Thursday, October 27, 2005

Moments of Discovery

Arthur as Hugh Hefner.The other day , I made a discovery.

If I play with Arthur really hard for about two hours, he'll fall asleep. If I plan my play time right, he'll fall asleep when I want him to.

Nobody told me that becoming a parent meant becoming a master at manipulation.

I also learned that the heartbeat bear has an inexorable affect in the evening. Turn it on, put Arthur in the crib, and bamm, he's asleep. So far it's Arthur zero, HB Bear six. It works like a charm. This can be a good thing when it's been a long day and it's 7:30 PM.

In slightly different news, Arthur has learned the "throw the rattle on the floor so Dad picks it up game. " I'm very conscious of this one. I think I'm going to start a one-two-three rule or something and not pick it up after the third time. I suppose that this means that I'll have to remember where I am in the rattle count.




I had to laugh this weekend. Mark is a real sweetie and takes the brunt of childcare over the weekend. So I shouldn't laugh, but the event went something like this:

Scene: The living room, near the entrance to the kitchen.

Arthur (for no fathomable reason): "Waaaah. WaaA WaaA WaaA!"
Muriel (because she's just come in and now she wants to go out): "Meow. Meoow. Meoow."
Mark (Holding Arthur): "Augh! I'm surrounded by whining creatures!"
John (reaching for the Calgon): "Welcome to my world."

You know, I've never really seen satori on someone else's face before.






Arthur & Mark in he Woods.Last Sunday was Arthur's first real hike. OK, maybe it was his second hike, but we don't think he trip to Yosemite Valley counts as he was only about four weeks old at the time and we only hiked between parking lots and sights.

We went on a very nice trail with lots of trees and leaves for Arthur to look at. Arthur is in for some big time betrayal when winter rolls around and all the leaves are gone. In fact, just yesterday he scowled at the barren tree branches on our Library walk.

People give you the strangest looks when you're pushing a baby cart. Their behavior changes. Either they look at you as if to say, "Dude, why don't you get a real job," or else they generate a demeanor one usually finds in a church and they utter something completely smarmy, like, "that's a precious cargo you've got there." It's not just Eugene, either; Roseburg bench bums stopped swearing when we walked by them. And it seems like I'm making more new best friends every time I go to check out a new book or DVD.

Today, for example, there I was, walking down 10th street toward the Eugene Library, when this guy started talking to me. He had white hair pulled back into a ponytail. He saw the pram, saw Arthur "So, is this your grandkid?" he asked. Something in my stance must have tipped him off that he'd asked the gay male equivalent of asking a weight-concious woman "So, when are you expecting?" Mark figures I must have given him The Scowl. He quickly amended "-- or your kid?"
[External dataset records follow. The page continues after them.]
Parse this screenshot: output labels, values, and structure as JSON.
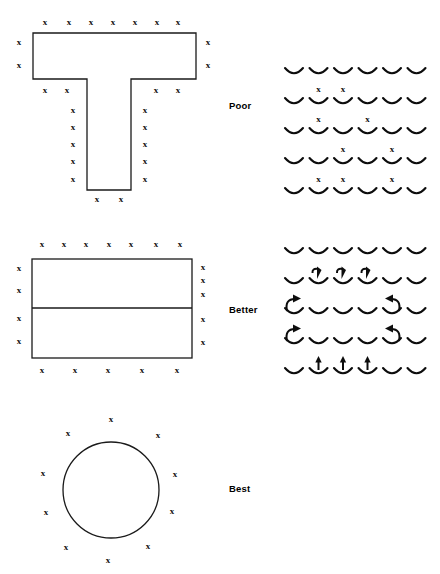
{
  "figure": {
    "title": "",
    "rows": [
      {
        "label": "Poor",
        "shape_name": "t-section-shape",
        "marker_glyph": "x"
      },
      {
        "label": "Better",
        "shape_name": "divided-rectangle-shape",
        "marker_glyph": "x"
      },
      {
        "label": "Best",
        "shape_name": "circle-shape",
        "marker_glyph": "x"
      }
    ]
  },
  "labels": {
    "poor": "Poor",
    "better": "Better",
    "best": "Best"
  },
  "marker": {
    "glyph": "x",
    "color": "#0d0d0d"
  },
  "colors": {
    "outline": "#1a1a1a",
    "symbol": "#0d0d0d",
    "background": "#ffffff",
    "text": "#000000"
  },
  "shapes": {
    "t_section": {
      "name": "t-section-shape",
      "points": "33,33 196,33 196,79 131,79 131,190 87,190 87,79 33,79",
      "x_markers": [
        [
          45,
          23
        ],
        [
          69,
          23
        ],
        [
          91,
          23
        ],
        [
          113,
          23
        ],
        [
          135,
          23
        ],
        [
          157,
          23
        ],
        [
          178,
          23
        ],
        [
          19,
          43
        ],
        [
          19,
          66
        ],
        [
          208,
          43
        ],
        [
          208,
          66
        ],
        [
          45,
          91
        ],
        [
          67,
          91
        ],
        [
          156,
          91
        ],
        [
          178,
          91
        ],
        [
          73,
          111
        ],
        [
          73,
          128
        ],
        [
          73,
          145
        ],
        [
          73,
          162
        ],
        [
          73,
          180
        ],
        [
          145,
          111
        ],
        [
          145,
          128
        ],
        [
          145,
          145
        ],
        [
          145,
          162
        ],
        [
          145,
          180
        ],
        [
          97,
          200
        ],
        [
          121,
          200
        ]
      ]
    },
    "divided_rect": {
      "name": "divided-rectangle-shape",
      "rect": {
        "x": 32,
        "y": 259,
        "width": 160,
        "height": 99
      },
      "divider_y": 308,
      "x_markers": [
        [
          42,
          245
        ],
        [
          64,
          245
        ],
        [
          86,
          245
        ],
        [
          109,
          245
        ],
        [
          131,
          245
        ],
        [
          156,
          245
        ],
        [
          180,
          245
        ],
        [
          19,
          269
        ],
        [
          19,
          291
        ],
        [
          19,
          319
        ],
        [
          19,
          342
        ],
        [
          203,
          268
        ],
        [
          203,
          281
        ],
        [
          203,
          295
        ],
        [
          203,
          320
        ],
        [
          203,
          343
        ],
        [
          42,
          371
        ],
        [
          75,
          371
        ],
        [
          108,
          371
        ],
        [
          142,
          371
        ],
        [
          177,
          371
        ]
      ]
    },
    "circle": {
      "name": "circle-shape",
      "cx": 111,
      "cy": 490,
      "r": 48,
      "x_markers": [
        [
          111,
          420
        ],
        [
          68,
          434
        ],
        [
          158,
          436
        ],
        [
          43,
          474
        ],
        [
          175,
          475
        ],
        [
          46,
          513
        ],
        [
          172,
          512
        ],
        [
          66,
          548
        ],
        [
          148,
          547
        ],
        [
          108,
          561
        ]
      ]
    }
  },
  "patterns": {
    "poor": {
      "name": "poor-cup-grid",
      "description": "grid of cup arcs with x markers above selected cups",
      "cols": 6,
      "rows": 5,
      "origin": {
        "x": 294,
        "y": 72
      },
      "spacing": {
        "x": 24.5,
        "y": 30
      },
      "x_markers": [
        {
          "row": 1,
          "col": 1
        },
        {
          "row": 1,
          "col": 2
        },
        {
          "row": 2,
          "col": 1
        },
        {
          "row": 2,
          "col": 3
        },
        {
          "row": 3,
          "col": 2
        },
        {
          "row": 3,
          "col": 4
        },
        {
          "row": 4,
          "col": 1
        },
        {
          "row": 4,
          "col": 2
        },
        {
          "row": 4,
          "col": 4
        }
      ]
    },
    "better": {
      "name": "better-cup-grid",
      "description": "grid of cup arcs with directional arrows indicating flow out of cups",
      "cols": 6,
      "rows": 5,
      "origin": {
        "x": 294,
        "y": 252
      },
      "spacing": {
        "x": 24.5,
        "y": 30
      },
      "arrows": [
        {
          "row": 1,
          "col": 1,
          "type": "down-hook"
        },
        {
          "row": 1,
          "col": 2,
          "type": "down-hook"
        },
        {
          "row": 1,
          "col": 3,
          "type": "down-hook"
        },
        {
          "row": 2,
          "col": 0,
          "type": "curve-up-right"
        },
        {
          "row": 2,
          "col": 4,
          "type": "curve-up-left"
        },
        {
          "row": 3,
          "col": 0,
          "type": "curve-up-right"
        },
        {
          "row": 3,
          "col": 4,
          "type": "curve-up-left"
        },
        {
          "row": 4,
          "col": 1,
          "type": "up"
        },
        {
          "row": 4,
          "col": 2,
          "type": "up"
        },
        {
          "row": 4,
          "col": 3,
          "type": "up"
        }
      ]
    },
    "best": {
      "name": "best-empty-area",
      "description": "no pattern shown for best row",
      "cols": 0,
      "rows": 0
    }
  }
}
For those of you who need help with the math, in order for Arthur to be my grandkid, at the minimum I'd have to be 32 years old (flattering on some levels, but wildly wrong on others given my status as a science geek in high school). At the other end of the scale, a more reasonabe assumption would be to do some sort of 25 - 25 or even 28 - 28 combination of ages. This makes me either 50 or 56 years old. Even in an age where "30 is the new 20, and 20 is the new 10", that still means that "50 is the new 40." Since I'm celebrating the 16th anniversary of my 25th birthday this December, I'm really not getting much out of this after all the assumptions and "new math."

Are you expecting an art class?
Do I look like someone who's 50 or even 56? Or maybe I looked like my new best friend, who confessed the music his son listened to in the seventies was The Greatful Dead.

I'm not sure, but I think I've never been so insulted in all my life.

I'd ask Mark if I look like someone's 56 year old grandfather, except I'm pretty sure that he'll say something along the lines of, "Honey, that guy was blind; you look like a lesbian art teacher."